Figure 2

Assessment of CryptoNet.
(A) A performance curve shows that CryptoNet outperforms all individual networks associated with each data type. The x-axis represents the percentage coverage of the C. neoformans coding genome and the y-axis represents the percentage of gene pairs that share KEGG pathway annotations. Each data point represents a bin of 1,000 co-functional links ordered by the log likelihood score (LLS). Data sets are named as XX-YY, where XX represents the origin species of data (CN, C. neoformans; HS, H. sapiens; SC, S. cerevisiae) and YY represents the data type (CC, co-citation; CX, co-expression; DC, domain co-occurrence; GN, gene neighborhood; GT, genetic interaction; HT, high throughput protein-protein interactions; LC, literature-curated protein-protein interactions; PG, phylogenetic profile similarity; TS, protein-protein interactions inferred from the tertiary structure). (B) The Venn diagram illustrates the overlap among three species-associated co-functional links in CryptoNet. The number of genes and links of the networks for each compartment of the diagram are also marked as ‘n:’ followed by the node (i.e., gene) count and ‘e:’ followed by the edge (i.e., link) count.

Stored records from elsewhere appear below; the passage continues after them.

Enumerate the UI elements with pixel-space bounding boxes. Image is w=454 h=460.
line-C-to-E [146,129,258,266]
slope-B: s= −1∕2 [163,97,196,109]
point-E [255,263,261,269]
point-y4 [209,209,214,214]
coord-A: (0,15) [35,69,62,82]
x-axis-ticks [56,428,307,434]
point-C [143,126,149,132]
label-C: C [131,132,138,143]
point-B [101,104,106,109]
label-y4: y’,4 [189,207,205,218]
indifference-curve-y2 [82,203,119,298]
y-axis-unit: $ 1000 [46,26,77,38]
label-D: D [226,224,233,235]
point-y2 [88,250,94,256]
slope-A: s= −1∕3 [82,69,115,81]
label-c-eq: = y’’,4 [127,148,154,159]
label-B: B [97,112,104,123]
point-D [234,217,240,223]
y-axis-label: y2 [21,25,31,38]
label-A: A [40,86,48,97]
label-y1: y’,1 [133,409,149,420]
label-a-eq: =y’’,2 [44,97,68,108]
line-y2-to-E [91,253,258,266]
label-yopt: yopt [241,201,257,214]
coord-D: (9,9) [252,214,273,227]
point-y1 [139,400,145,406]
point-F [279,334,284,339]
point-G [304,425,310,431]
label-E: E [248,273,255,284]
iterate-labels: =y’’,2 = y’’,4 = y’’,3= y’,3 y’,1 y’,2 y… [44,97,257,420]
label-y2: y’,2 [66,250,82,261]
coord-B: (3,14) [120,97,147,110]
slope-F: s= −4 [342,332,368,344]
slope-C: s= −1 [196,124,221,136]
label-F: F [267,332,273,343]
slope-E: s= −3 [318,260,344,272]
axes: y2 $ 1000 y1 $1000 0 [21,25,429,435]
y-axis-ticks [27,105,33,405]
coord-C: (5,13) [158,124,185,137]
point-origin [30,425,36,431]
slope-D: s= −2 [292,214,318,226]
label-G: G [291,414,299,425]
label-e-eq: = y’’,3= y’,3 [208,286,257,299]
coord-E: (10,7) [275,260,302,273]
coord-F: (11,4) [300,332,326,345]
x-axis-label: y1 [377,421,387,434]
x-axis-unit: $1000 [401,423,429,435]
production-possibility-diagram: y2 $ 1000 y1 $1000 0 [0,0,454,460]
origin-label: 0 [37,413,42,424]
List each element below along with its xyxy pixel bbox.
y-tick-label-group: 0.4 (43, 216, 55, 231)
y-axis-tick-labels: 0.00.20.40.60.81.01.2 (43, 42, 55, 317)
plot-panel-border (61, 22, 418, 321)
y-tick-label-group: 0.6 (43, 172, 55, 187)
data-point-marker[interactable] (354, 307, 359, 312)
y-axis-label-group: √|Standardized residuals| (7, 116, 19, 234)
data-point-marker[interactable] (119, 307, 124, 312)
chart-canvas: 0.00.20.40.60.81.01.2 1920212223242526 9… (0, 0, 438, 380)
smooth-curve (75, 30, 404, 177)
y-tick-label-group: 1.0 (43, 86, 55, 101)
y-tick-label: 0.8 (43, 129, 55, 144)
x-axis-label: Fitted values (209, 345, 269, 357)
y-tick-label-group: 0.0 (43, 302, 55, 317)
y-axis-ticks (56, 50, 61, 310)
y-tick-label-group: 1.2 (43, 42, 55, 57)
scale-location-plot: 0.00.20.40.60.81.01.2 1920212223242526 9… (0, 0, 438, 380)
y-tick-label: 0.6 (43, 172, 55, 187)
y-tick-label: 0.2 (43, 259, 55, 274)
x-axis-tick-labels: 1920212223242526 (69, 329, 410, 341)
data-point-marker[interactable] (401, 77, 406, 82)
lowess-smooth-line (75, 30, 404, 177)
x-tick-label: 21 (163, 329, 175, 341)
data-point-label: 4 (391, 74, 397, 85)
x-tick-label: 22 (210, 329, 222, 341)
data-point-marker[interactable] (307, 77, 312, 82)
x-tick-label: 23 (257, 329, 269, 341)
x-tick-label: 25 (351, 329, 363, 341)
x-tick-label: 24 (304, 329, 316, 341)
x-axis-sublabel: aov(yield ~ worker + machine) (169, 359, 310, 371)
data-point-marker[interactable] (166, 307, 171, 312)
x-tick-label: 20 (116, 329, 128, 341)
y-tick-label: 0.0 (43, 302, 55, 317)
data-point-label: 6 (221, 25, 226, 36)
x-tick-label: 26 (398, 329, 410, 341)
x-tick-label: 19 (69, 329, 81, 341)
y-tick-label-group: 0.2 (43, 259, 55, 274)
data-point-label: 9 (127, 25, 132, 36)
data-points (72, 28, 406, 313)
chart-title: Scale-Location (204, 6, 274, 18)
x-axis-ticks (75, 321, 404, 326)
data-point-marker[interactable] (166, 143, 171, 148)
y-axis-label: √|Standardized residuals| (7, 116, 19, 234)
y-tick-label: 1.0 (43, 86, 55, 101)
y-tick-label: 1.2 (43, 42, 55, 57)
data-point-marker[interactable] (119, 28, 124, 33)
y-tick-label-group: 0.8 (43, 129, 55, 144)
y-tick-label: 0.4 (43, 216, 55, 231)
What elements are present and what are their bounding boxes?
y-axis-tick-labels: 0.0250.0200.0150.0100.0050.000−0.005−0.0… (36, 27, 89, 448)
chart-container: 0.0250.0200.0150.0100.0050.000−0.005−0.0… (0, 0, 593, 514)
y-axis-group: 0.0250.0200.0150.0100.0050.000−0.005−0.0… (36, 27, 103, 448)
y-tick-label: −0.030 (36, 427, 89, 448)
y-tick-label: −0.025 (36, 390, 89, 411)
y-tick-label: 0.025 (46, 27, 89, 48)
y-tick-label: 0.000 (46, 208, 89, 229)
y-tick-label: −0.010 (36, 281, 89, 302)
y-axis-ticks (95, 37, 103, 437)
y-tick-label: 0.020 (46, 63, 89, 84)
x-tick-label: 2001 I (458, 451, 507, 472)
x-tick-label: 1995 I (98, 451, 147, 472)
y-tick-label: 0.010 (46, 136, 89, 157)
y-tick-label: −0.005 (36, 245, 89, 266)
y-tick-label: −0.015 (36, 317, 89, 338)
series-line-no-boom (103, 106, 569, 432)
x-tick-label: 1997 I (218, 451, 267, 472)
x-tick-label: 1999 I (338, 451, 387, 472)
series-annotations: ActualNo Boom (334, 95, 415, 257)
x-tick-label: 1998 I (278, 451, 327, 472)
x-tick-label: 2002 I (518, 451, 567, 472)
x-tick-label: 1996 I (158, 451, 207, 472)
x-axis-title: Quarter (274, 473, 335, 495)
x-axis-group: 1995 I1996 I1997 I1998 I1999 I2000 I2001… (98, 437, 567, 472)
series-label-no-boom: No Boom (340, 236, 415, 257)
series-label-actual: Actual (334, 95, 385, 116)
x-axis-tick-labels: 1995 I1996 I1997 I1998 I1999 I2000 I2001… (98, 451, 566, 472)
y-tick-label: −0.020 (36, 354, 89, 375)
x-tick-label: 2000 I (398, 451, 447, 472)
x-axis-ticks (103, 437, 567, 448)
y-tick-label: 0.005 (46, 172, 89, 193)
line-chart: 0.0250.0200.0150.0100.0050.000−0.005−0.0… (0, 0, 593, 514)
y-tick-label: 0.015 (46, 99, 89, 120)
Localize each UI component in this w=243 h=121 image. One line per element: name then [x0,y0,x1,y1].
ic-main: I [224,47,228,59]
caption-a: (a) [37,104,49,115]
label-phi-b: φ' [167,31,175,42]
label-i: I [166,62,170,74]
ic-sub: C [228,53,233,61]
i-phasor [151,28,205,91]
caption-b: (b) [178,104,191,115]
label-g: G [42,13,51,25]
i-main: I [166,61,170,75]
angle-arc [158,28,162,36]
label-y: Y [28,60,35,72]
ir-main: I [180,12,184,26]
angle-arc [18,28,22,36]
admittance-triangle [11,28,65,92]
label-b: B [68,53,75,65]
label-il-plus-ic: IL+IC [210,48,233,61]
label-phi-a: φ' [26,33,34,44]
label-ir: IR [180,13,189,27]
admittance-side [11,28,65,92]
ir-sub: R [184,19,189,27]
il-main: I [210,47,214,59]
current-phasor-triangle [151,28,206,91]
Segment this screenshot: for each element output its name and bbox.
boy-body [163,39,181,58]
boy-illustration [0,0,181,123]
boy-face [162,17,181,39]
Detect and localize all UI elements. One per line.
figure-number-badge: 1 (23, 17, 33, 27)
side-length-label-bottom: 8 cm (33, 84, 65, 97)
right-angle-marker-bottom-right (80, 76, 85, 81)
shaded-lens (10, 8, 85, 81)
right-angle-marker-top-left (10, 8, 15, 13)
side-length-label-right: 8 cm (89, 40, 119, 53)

The accuracy of each network, which is the percentage of correctly retrieved gene pairs that share KEGG pathway annotations, is also indicated in parentheses. (C) In a comparison of the AUC scores (i.e., network prediction power) between CryptoNet and a C. neoformans gene network derived from YeastNet for three virulence phenotypes, CryptoNet exhibits substantially improved predictive powers for all three virulence phenotypes. (D) For 162 UniProtGOA biological process terms (only terms with more than five annotated genes were considered), CryptoNet shows significantly higher range of AUC scores than that of YeastNet-associalogs (p-value < 2.2 × 10−16, Wilcoxon signed rank test), suggesting that the higher prediction power of CryptoNet can be generalized to many biological processes.